Mitigation: increase repl-backlog-size (default 1 MB is too small for production). Stagger replica reconnection. Monitor repl_backlog_active.
09

Interview Tips

  1. Start with the access pattern. "Read-heavy workload, cache-aside pattern, Redis as L2 between app and DB." This frames the problem correctly.
  2. Name the sharding scheme. "CRC16 mod 16384 hash slots, client-side routing, MOVED/ASK redirects." Shows you know Redis internals, not just the API.
  3. Explain eviction before they ask. "allkeys-lru with sample size 10. Approximated LRU, not true LRU -- the O(1) tradeoff." This is the detail that separates senior from mid-level.
  4. Persistence is not optional. "RDB+AOF hybrid. RDB prefix for fast restart, AOF tail for sub-second data loss." Don't hand-wave "we'll use persistence" -- name the mode.
  5. Address the thundering herd. Without prompting, mention cache stampede mitigation: lock-based fill, probabilistic early expiration, or background refresh. Shows production experience.
  6. Know when Redis is wrong. "Above 100 GB per node, consider sharding more aggressively or using a disk-backed store. Redis is not a database replacement." Showing boundaries earns trust.
11

Evolution

How cache architecture evolves as scale grows from a single app server to millions of requests per second across a global fleet.

1

Single Memcached instance

Simple KV cache. No persistence, no replication. Works until the node dies and your cache goes cold. Restart = cache stampede on DB. Fine for prototypes and small apps with < 10K RPM.

2

Redis standalone + Sentinel

Persistence (RDB/AOF) survives restarts. Sentinel auto-promotes replica on leader failure -- no manual intervention. Rich data structures (sorted sets, hashes, streams) enable complex patterns beyond simple KV. Still limited to one node's RAM (~100 GB practical max).

3

Redis Cluster with hash slots

16384 slots sharded across N leaders with replicas. Smart clients route directly using cached slot map. Cluster gossip protocol for health + Raft-like voting for failover. Scales linearly to TB of data and millions of ops/sec. This is the standard for mid-to-large companies.

4

Client-side caching (Redis 6 tracking)

Client caches hot keys locally in process memory.
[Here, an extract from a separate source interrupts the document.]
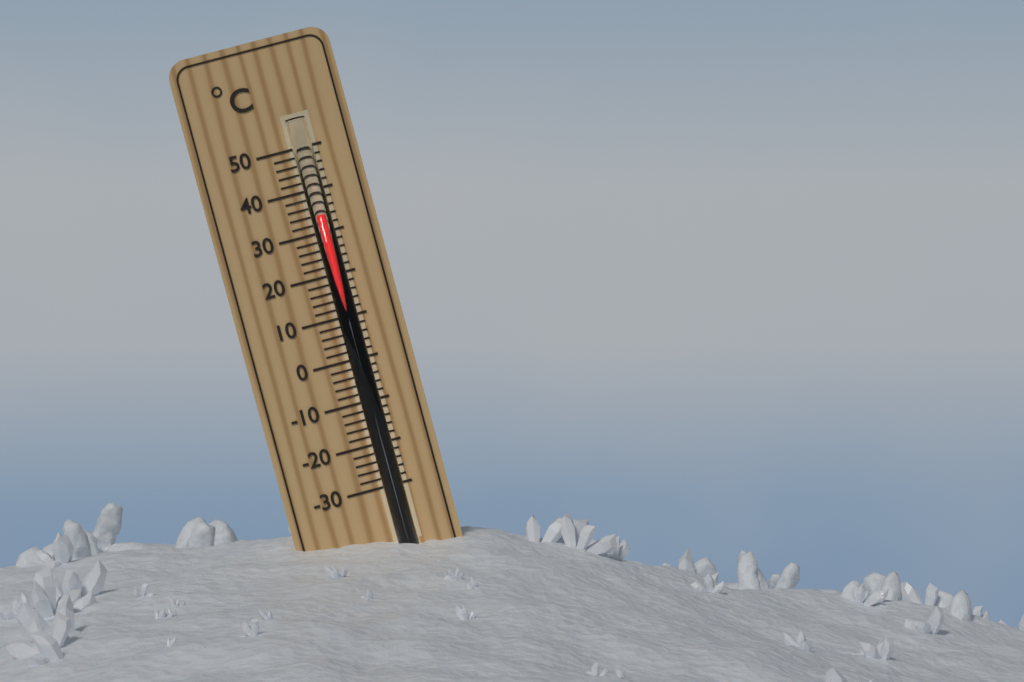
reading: 34 °C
Redis server tracks which clients cached which keys. On key modification, server sends invalidation message to all tracking clients. Eliminates network round-trip for hot reads entirely. L1 = local process memory (~1 ms savings), L2 = Redis.

5

Tiered cache: L1 local + L2 Redis + L3 DB

Process-local cache (Caffeine/Guava) for ultra-hot keys. Redis cluster for warm keys. Database for cold reads. Each tier absorbs misses from the tier above. Total hit rate approaches 99.9%. Invalidation via Redis pub/sub or Redis 6 client tracking notifications.